Max Flow Graph Algorithm Visualizer
Making a graph algorithm you can actually see.
The Max Flow problem is one of those algorithms that's hard to grasp from pseudocode alone. I built this visualizer because I wanted to understand it better myself — and because I believe if you can't show something, you don't fully understand it yet.
Graph algorithms are taught through notation and dry examples. There's a gap between "knowing the steps" and having an intuition for why it works. A visual tool that lets you build a graph and watch the algorithm run closes that gap.
No framework, by design
I chose vanilla TypeScript and CSS deliberately. A framework would have abstracted away exactly the parts I wanted to understand — the DOM manipulation, the rendering loop, the state management.
Algorithm first, UI second
Implemented the Ford-Fulkerson algorithm cleanly before touching the visualization layer. This kept the logic pure and testable independent of the rendering.
Interactive graph building
Designed the UI so users can draw their own graphs — add nodes, connect edges, set capacities — then run the algorithm step by step and watch the flow be found.
A working interactive visualizer deployed on Netlify. Used it to study for exams and shared it with classmates who found it useful.
Building something from scratch without a framework forces you to understand every layer. It's slower, but the knowledge sticks differently.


• [Description of the task]
Exact repetition, pictures omitted: give every record below again.

━━━━━━━━━━━━━━━━━━━━━━━━━━━━━━

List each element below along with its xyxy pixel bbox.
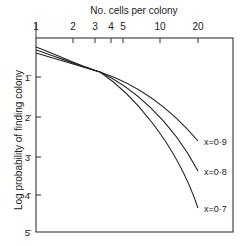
y-tick-labels: 1̄ 2̄ 3̄ 4̄ 5̄ — [25, 72, 32, 238]
curve-x-0.8 — [36, 50, 198, 171]
x-tick-label: 4 — [108, 21, 114, 32]
x-tick-label: 10 — [154, 21, 166, 32]
x-tick-label: 20 — [192, 21, 204, 32]
x-tick-label: 3 — [92, 21, 98, 32]
y-tick-label: 5̄ — [25, 227, 32, 238]
y-axis-label: Log probability of finding colony — [13, 70, 24, 210]
curve-label-0.7: x=0·7 — [204, 204, 227, 214]
x-axis-label: No. cells per colony — [90, 5, 177, 16]
curves — [36, 47, 198, 208]
y-tick-label: 2̄ — [25, 112, 32, 123]
plot-frame — [36, 38, 233, 232]
x-tick-label: 2 — [70, 21, 76, 32]
y-tick-label: 4̄ — [25, 190, 32, 201]
x-tick-label: 5 — [120, 21, 126, 32]
y-tick-label: 1̄ — [25, 72, 32, 83]
curve-x-0.7 — [36, 47, 198, 208]
chart: No. cells per colony 1 2 3 4 5 10 20 1̄ … — [0, 0, 248, 246]
x-tick-labels: 1 2 3 4 5 10 20 — [33, 21, 204, 32]
curve-labels: x=0·9 x=0·8 x=0·7 — [204, 137, 227, 214]
curve-x-0.9 — [36, 53, 198, 141]
curve-label-0.8: x=0·8 — [204, 167, 227, 177]
y-ticks — [36, 77, 41, 195]
x-ticks — [36, 22, 198, 43]
y-tick-label: 3̄ — [25, 152, 32, 163]
curve-label-0.9: x=0·9 — [204, 137, 227, 147]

━━━━━━━━━━━━━━━━━━━━━━━━━━━━━━

• [Response to the task]
List each element below along with its xyxy pixel bbox.
y-tick-labels: 1̄ 2̄ 3̄ 4̄ 5̄ — [25, 72, 32, 238]
curve-x-0.8 — [36, 50, 198, 171]
x-tick-label: 4 — [108, 21, 114, 32]
x-tick-label: 10 — [154, 21, 166, 32]
x-tick-label: 20 — [192, 21, 204, 32]
x-tick-label: 3 — [92, 21, 98, 32]
y-tick-label: 5̄ — [25, 227, 32, 238]
y-axis-label: Log probability of finding colony — [13, 70, 24, 210]
curve-label-0.7: x=0·7 — [204, 204, 227, 214]
x-axis-label: No. cells per colony — [90, 5, 177, 16]
curves — [36, 47, 198, 208]
y-tick-label: 2̄ — [25, 112, 32, 123]
plot-frame — [36, 38, 233, 232]
x-tick-label: 2 — [70, 21, 76, 32]
y-tick-label: 4̄ — [25, 190, 32, 201]
x-tick-label: 5 — [120, 21, 126, 32]
y-tick-label: 1̄ — [25, 72, 32, 83]
curve-x-0.7 — [36, 47, 198, 208]
chart: No. cells per colony 1 2 3 4 5 10 20 1̄ … — [0, 0, 248, 246]
x-tick-labels: 1 2 3 4 5 10 20 — [33, 21, 204, 32]
curve-labels: x=0·9 x=0·8 x=0·7 — [204, 137, 227, 214]
curve-x-0.9 — [36, 53, 198, 141]
curve-label-0.8: x=0·8 — [204, 167, 227, 177]
y-ticks — [36, 77, 41, 195]
x-ticks — [36, 22, 198, 43]
y-tick-label: 3̄ — [25, 152, 32, 163]
curve-label-0.9: x=0·9 — [204, 137, 227, 147]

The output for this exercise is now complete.